Adams served as team leader on the design phase of the project, did the architectural drawings for the restaurant, and has been coming to Georgetown every two to three weeks to see how the construction is going.

In designing the new restaurant, Adams said his firm had to walk a fine line between being “too modern” and “too traditional.”

To help give the building a historical feel since it is located in Georgetown’s Historic Overlay District, they used old bricks that were reclaimed from another building in central Texas. The inside of the restaurant has a simple “warehouse” feel that also is in keeping with the historic district.

However, the building also has many modern features that are designed to make it energy-efficient and environmentally friendly.

When the owners approached his firm about designing the restaurant, Adams said they were looking for something more than just a place where people come to have dinner. “Our firm is interested in the experience, and that is what they wanted as well,” he said.

Adams said the experience at El Monumento starts as soon as you step out of the car and notice that the restaurant does not have a traditional parking lot. Rather, the parking lot is made of decomposed granite. This will help with runoff and also help reduce the “heat island” effect that can be caused by parking lots.

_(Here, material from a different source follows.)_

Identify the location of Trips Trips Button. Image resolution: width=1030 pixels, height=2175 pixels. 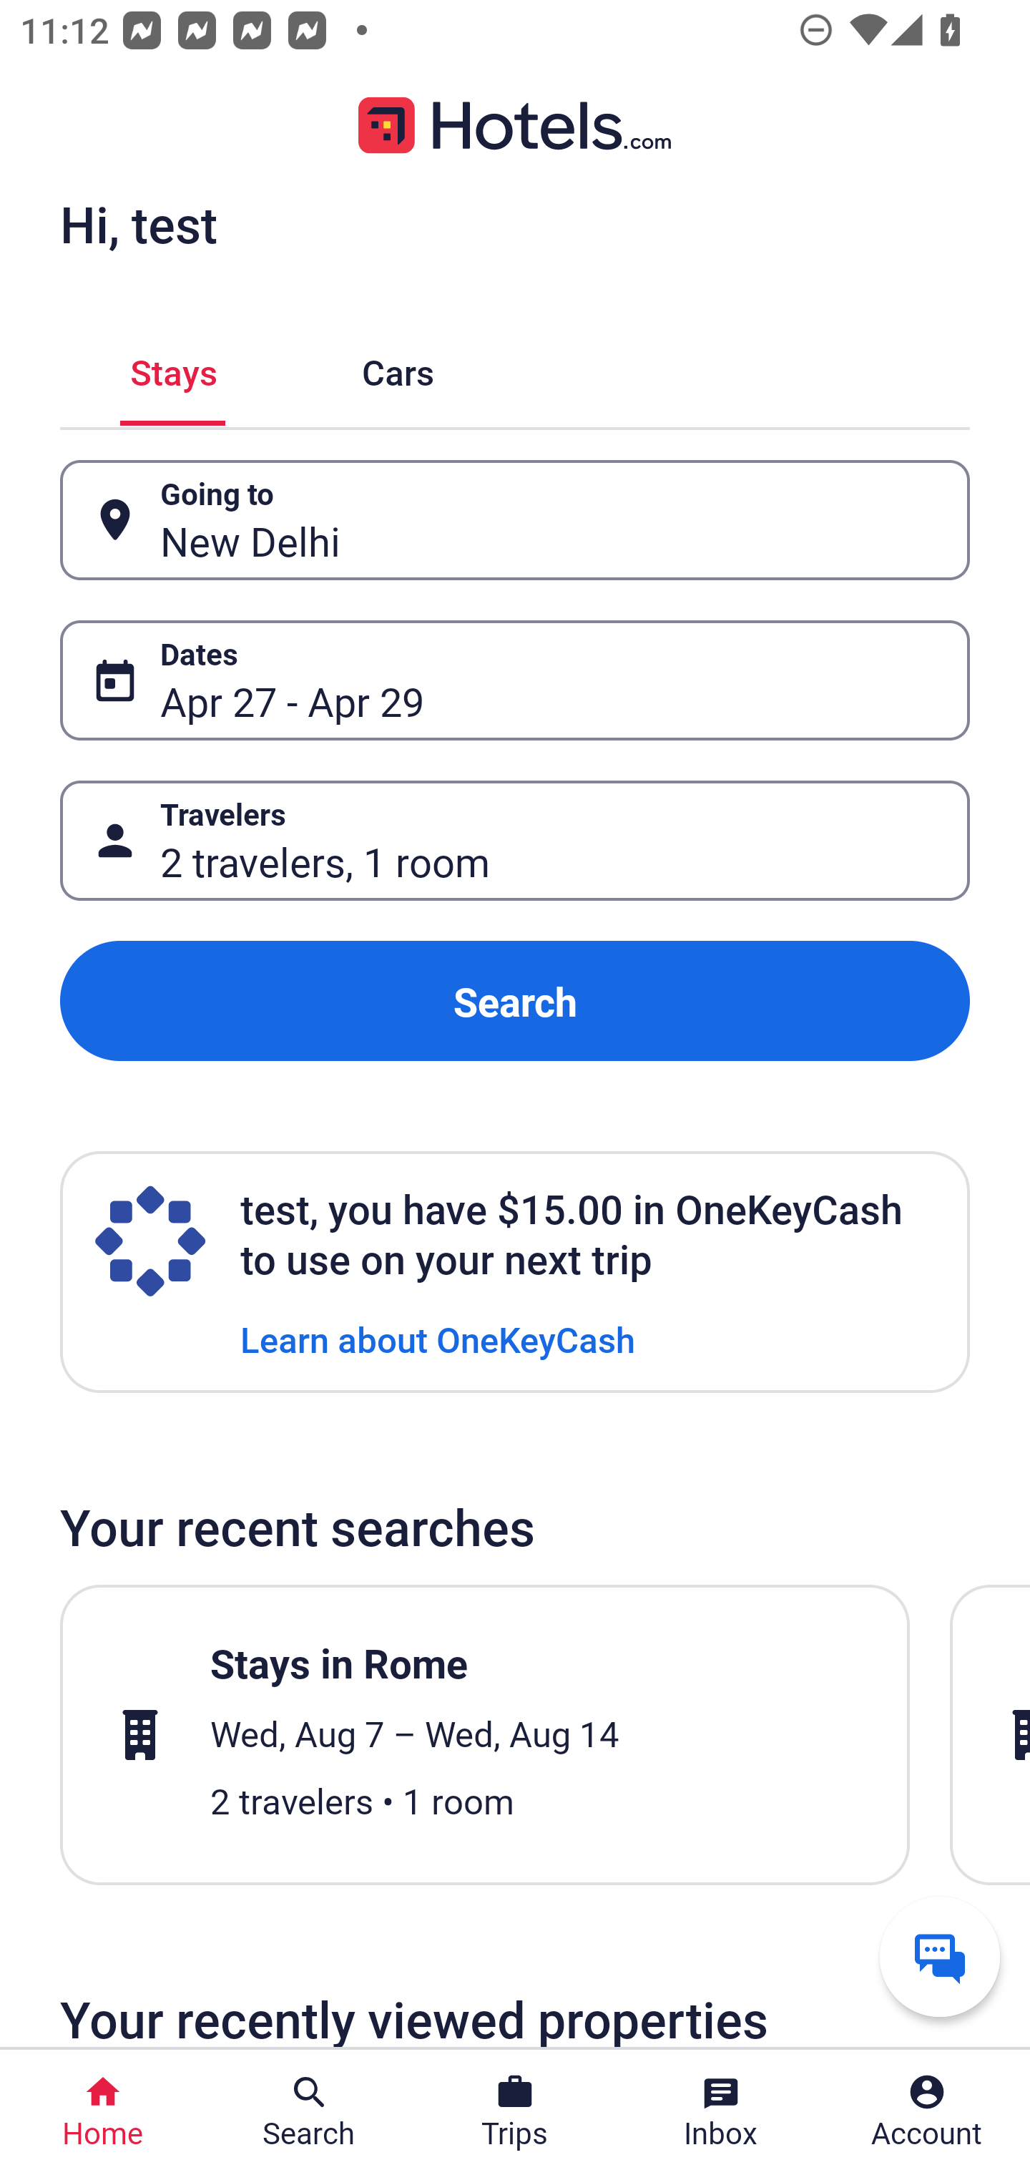
(515, 2112).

From the parking lot, patrons will pass into an intimate courtyard with a variety of plants and water features. Rammed earth walls surrounding the courtyard will help reduce noise from the street.

The main entrance to the restaurant – which features a massive fireplace – comes off a deck overlooking the river. “The owners wanted customers to experience the whole restaurant before they even get to the entrance,” Adams said. The restaurant has a giant open kitchen just like the Monument Café.

In April, Adams gave some current architecture students at Southwestern a preview of the new restaurant.

“It let us know what we have the capability of accomplishing,” said Chandler Johnson, who just completed his first year in the architecture program.

Adams was majoring in biology and planning to go to medical school before he took an architecture studio class his senior year at Southwestern. “Buildings have always been interesting to me and that class rekindled my interest in them,” he said.

Adams earned his master’s degree in architecture at Texas A&M University and was hired at Overland Partners a few months after graduation. Other projects he has designed recently include the Chickasaw Cultural Center in Sulphur, Okla., and a new train station and plaza in Houston’s Hermann Park. He currently is designing a resort in Saudi Arabia for a member of the royal family.

Adams said his biology background has not gone to waste. “It’s been helpful for the current focus on sustainable architecture,” he said. Other skills he learned at Southwestern – such as the ability to write well and speak well – also have helped him in dealing with clients.

“There are a lot of architects out there – it’s how you sell yourself that is critical in getting projects,” he said.

As El Monumento nears completion, Adams said he is pleased with how restaurant has turned out.

“My job is to imagine what it will be like to experience a building,” he said. “It is so much different to actually experience it. This is much more than I hoped for.”